Cam walked up the front steps to where Ellie stood, leaned against the side of the house, and asked, “So, what’s new?”
“I tried to call you a couple of times.” Ellie seemed to be looking everywhere except at Cameron.
“I forgot to charge my phone.” He watched her face. She looked like she was about to jump out of her skin. “My sister ended up having a few of her friends help her move. She really didn’t need me, so I decided to come back and spend the day with my sort-of girlfriend.”
Ellie held the door open for him, a grim look in her eyes. She looked past him to where the girl and the dog stood in the middle of the lawn.

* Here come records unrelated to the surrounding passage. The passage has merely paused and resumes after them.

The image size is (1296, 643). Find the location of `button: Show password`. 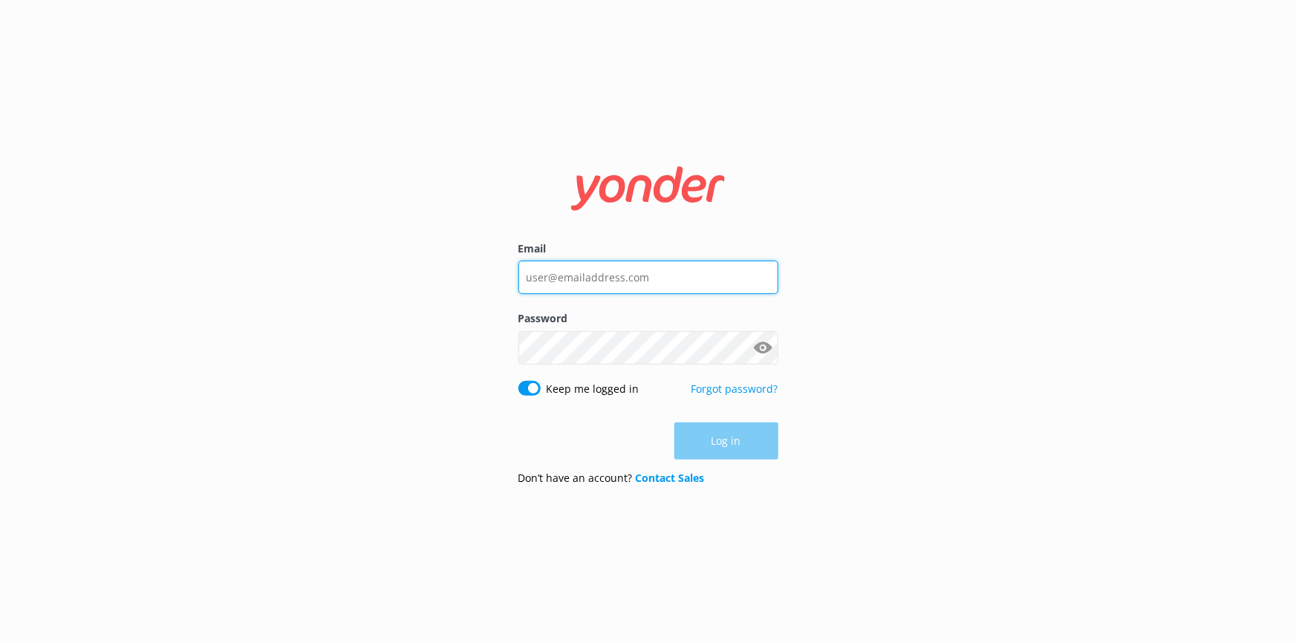

button: Show password is located at coordinates (764, 348).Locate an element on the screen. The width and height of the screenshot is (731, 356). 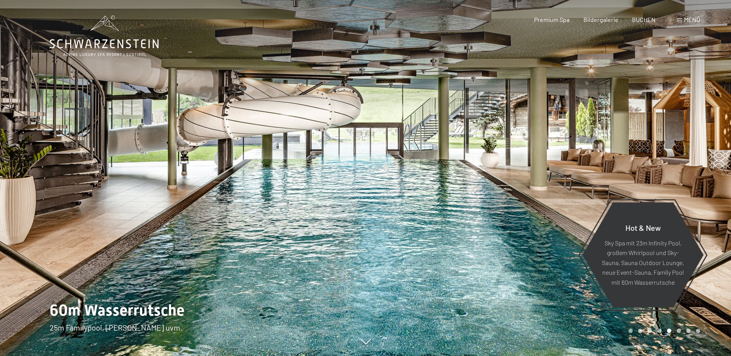
a: Premium Spa is located at coordinates (552, 19).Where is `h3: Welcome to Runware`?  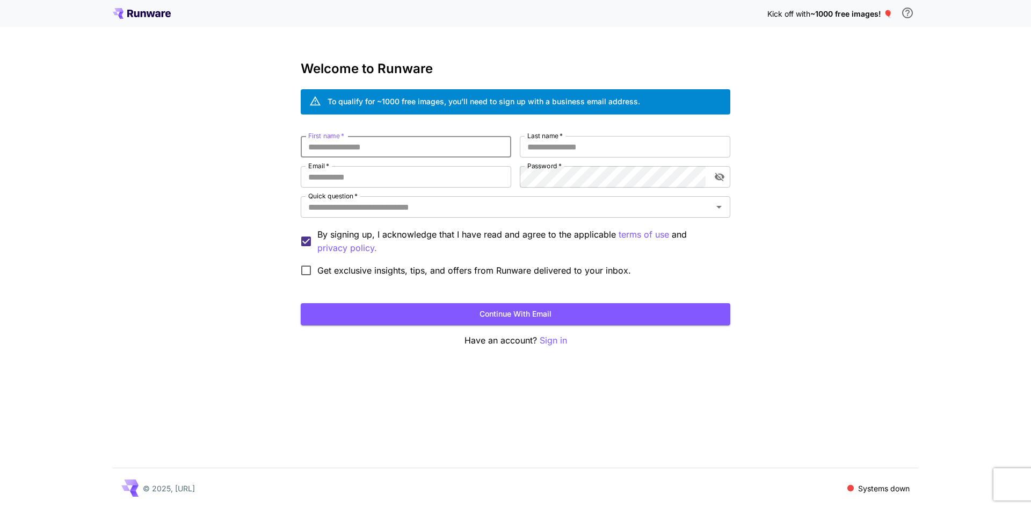 h3: Welcome to Runware is located at coordinates (516, 69).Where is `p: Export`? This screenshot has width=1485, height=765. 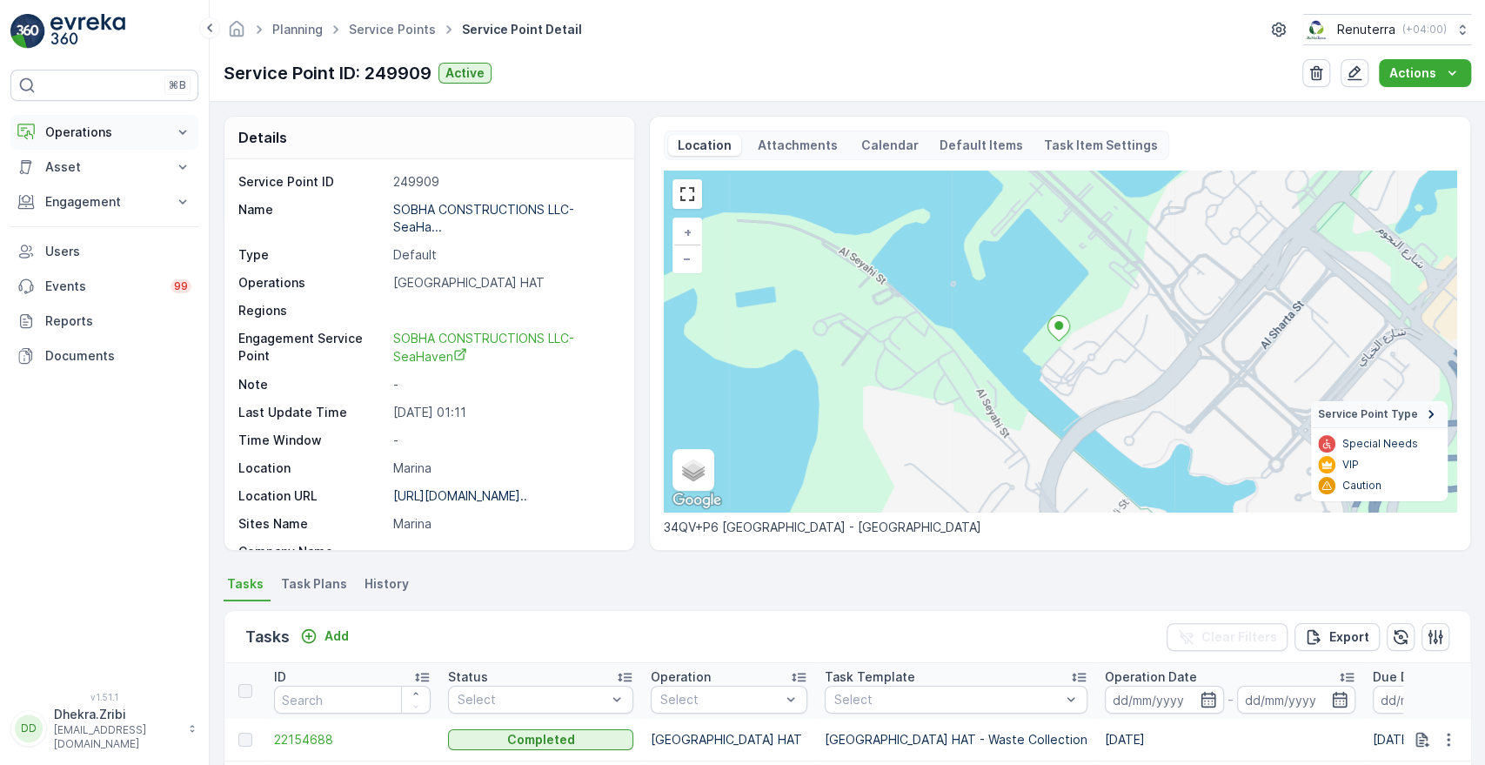
p: Export is located at coordinates (1349, 637).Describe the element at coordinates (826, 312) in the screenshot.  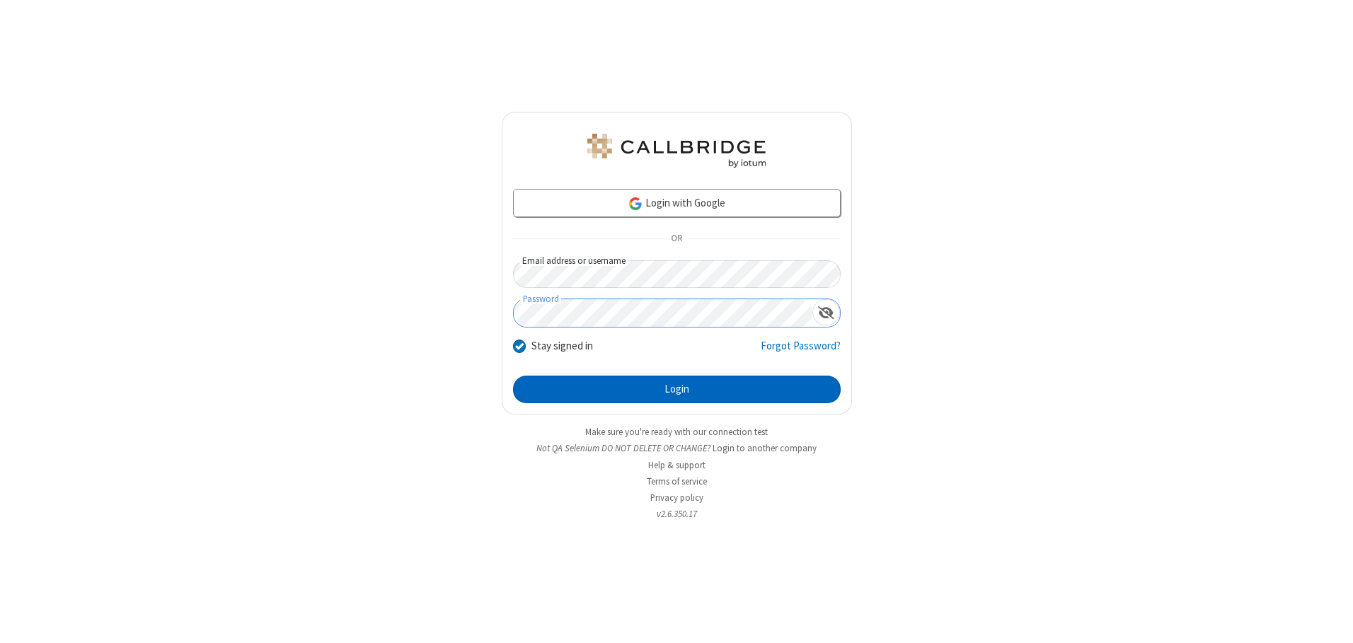
I see `div: Show password` at that location.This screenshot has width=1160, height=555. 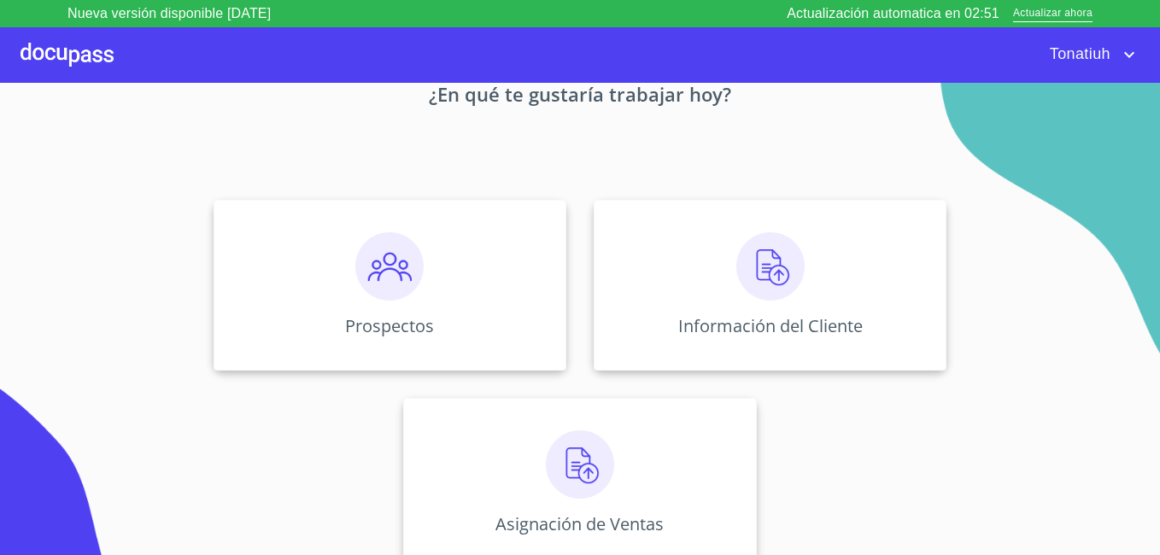 What do you see at coordinates (1078, 55) in the screenshot?
I see `span: Tonatiuh` at bounding box center [1078, 55].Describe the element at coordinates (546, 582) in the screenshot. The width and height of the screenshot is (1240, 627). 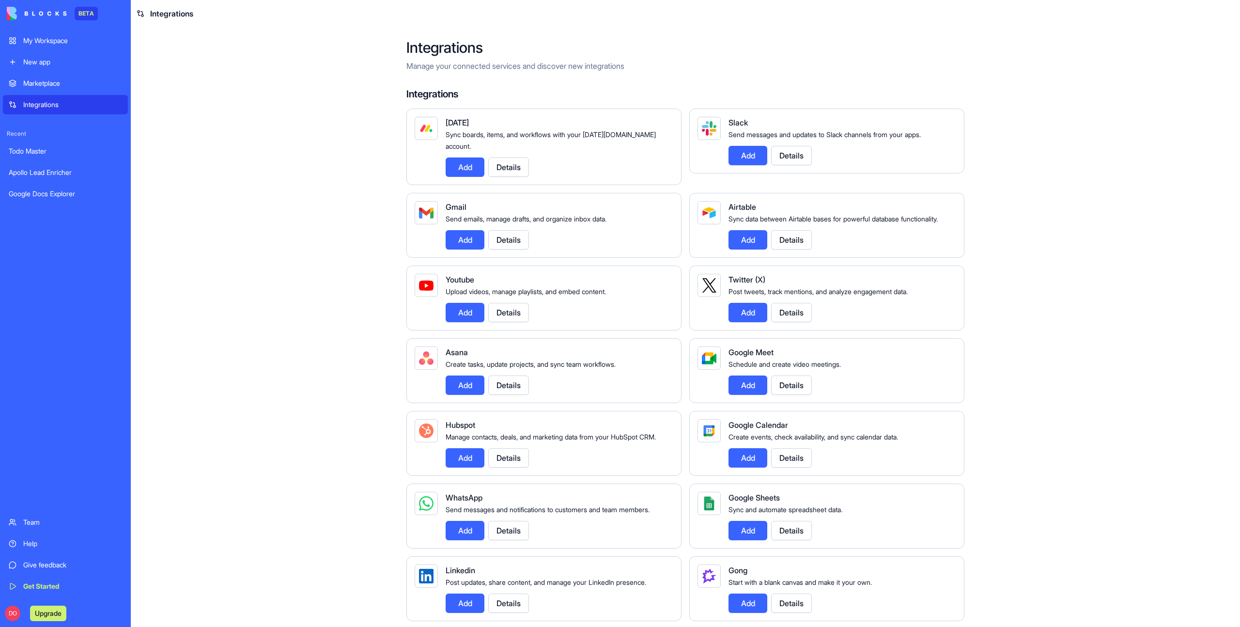
I see `span: Post updates, share content, and manage your LinkedIn presence.` at that location.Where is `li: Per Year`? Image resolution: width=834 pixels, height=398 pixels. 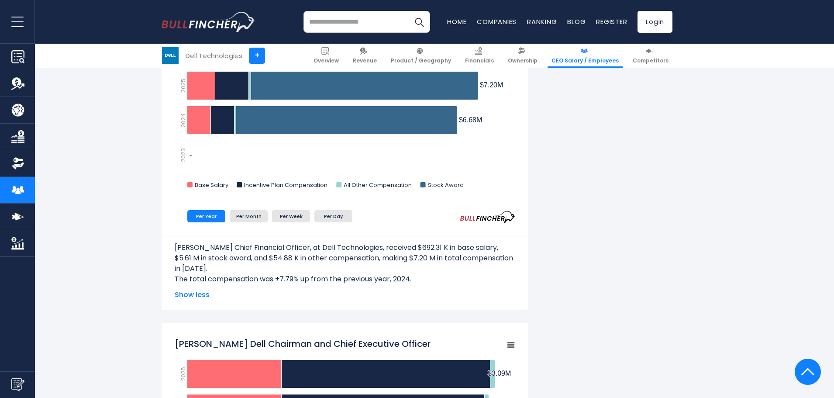 li: Per Year is located at coordinates (206, 216).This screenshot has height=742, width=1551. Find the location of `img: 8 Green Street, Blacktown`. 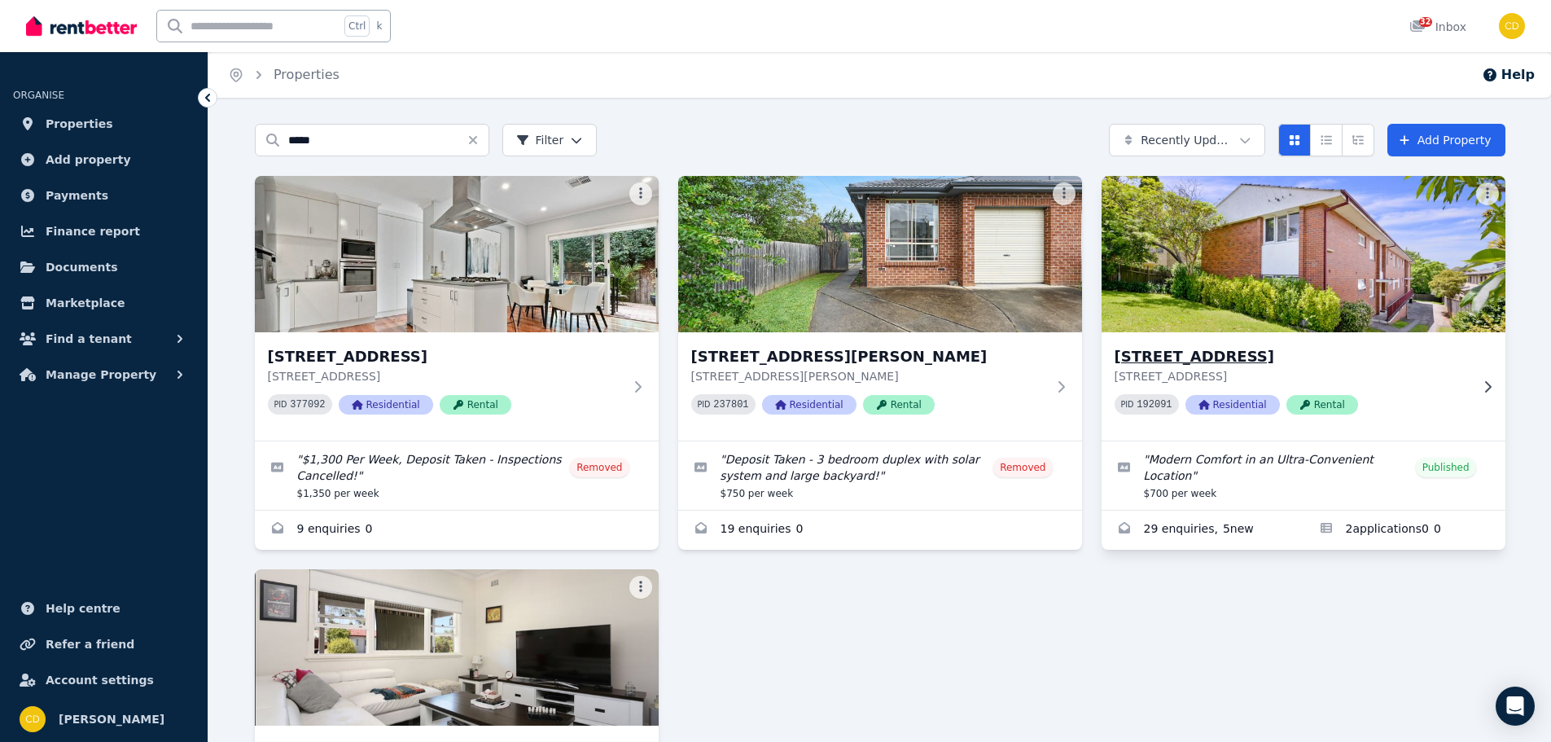

img: 8 Green Street, Blacktown is located at coordinates (457, 647).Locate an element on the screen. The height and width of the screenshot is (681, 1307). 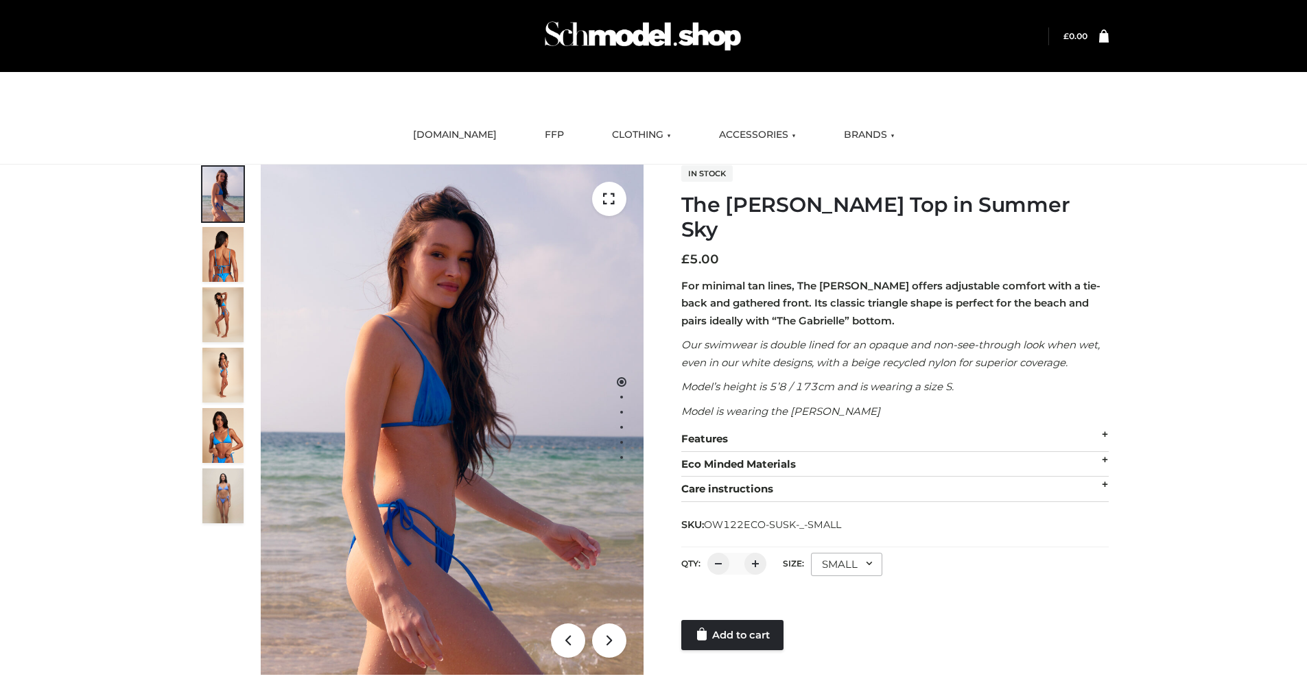
div: Eco Minded Materials is located at coordinates (895, 465).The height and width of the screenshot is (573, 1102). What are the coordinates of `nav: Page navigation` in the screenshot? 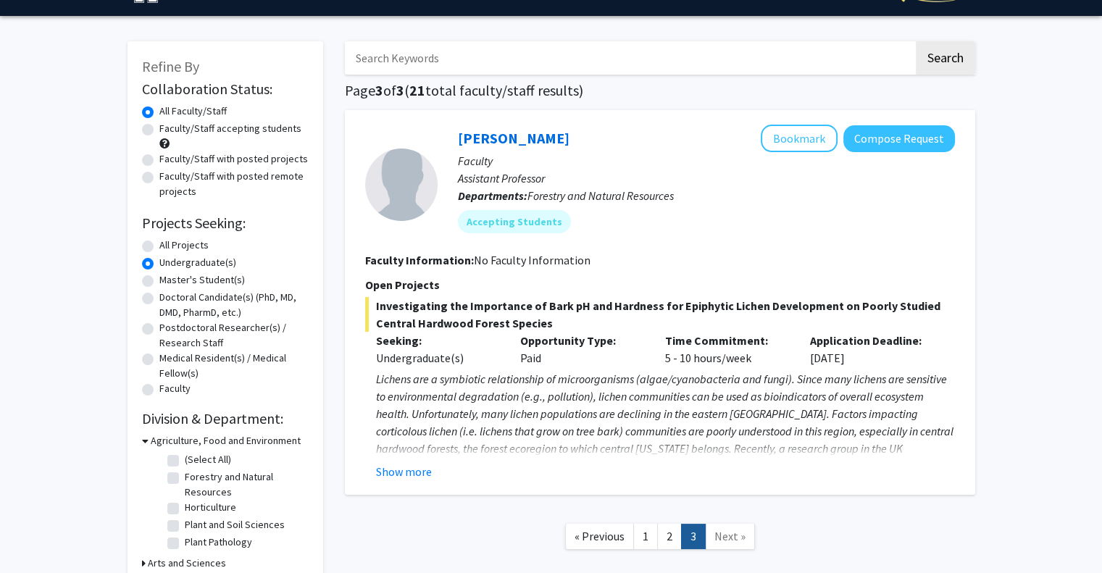 It's located at (660, 538).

“It’s okay, Gabi,” Ellie called to her. “You can go on down to the beach. Just keep an eye on the sky. It looks like it might rain.”
Gabi nodded and jogged off toward the beach with Dune. Ellie closed the door behind her.
“I could use a cup of coffee,” Cam told her, sensing that Ellie was at loose ends.
“Okay.” She followed him down the hall to the kitchen.
She busied herself at the sink—emptying out the remains of that morning’s coffee, rinsing out the pot and the basket, measuring water, measuring coffee. Cam could tell by her expression that she was conflicted and trying to decide what to say.
“Take your time, Ellie,” he said softly.
She nodded without looking at him. When the coffee was finished percolating, she poured a cup for him and brought it to the table, where he sat, waiting for her to join him.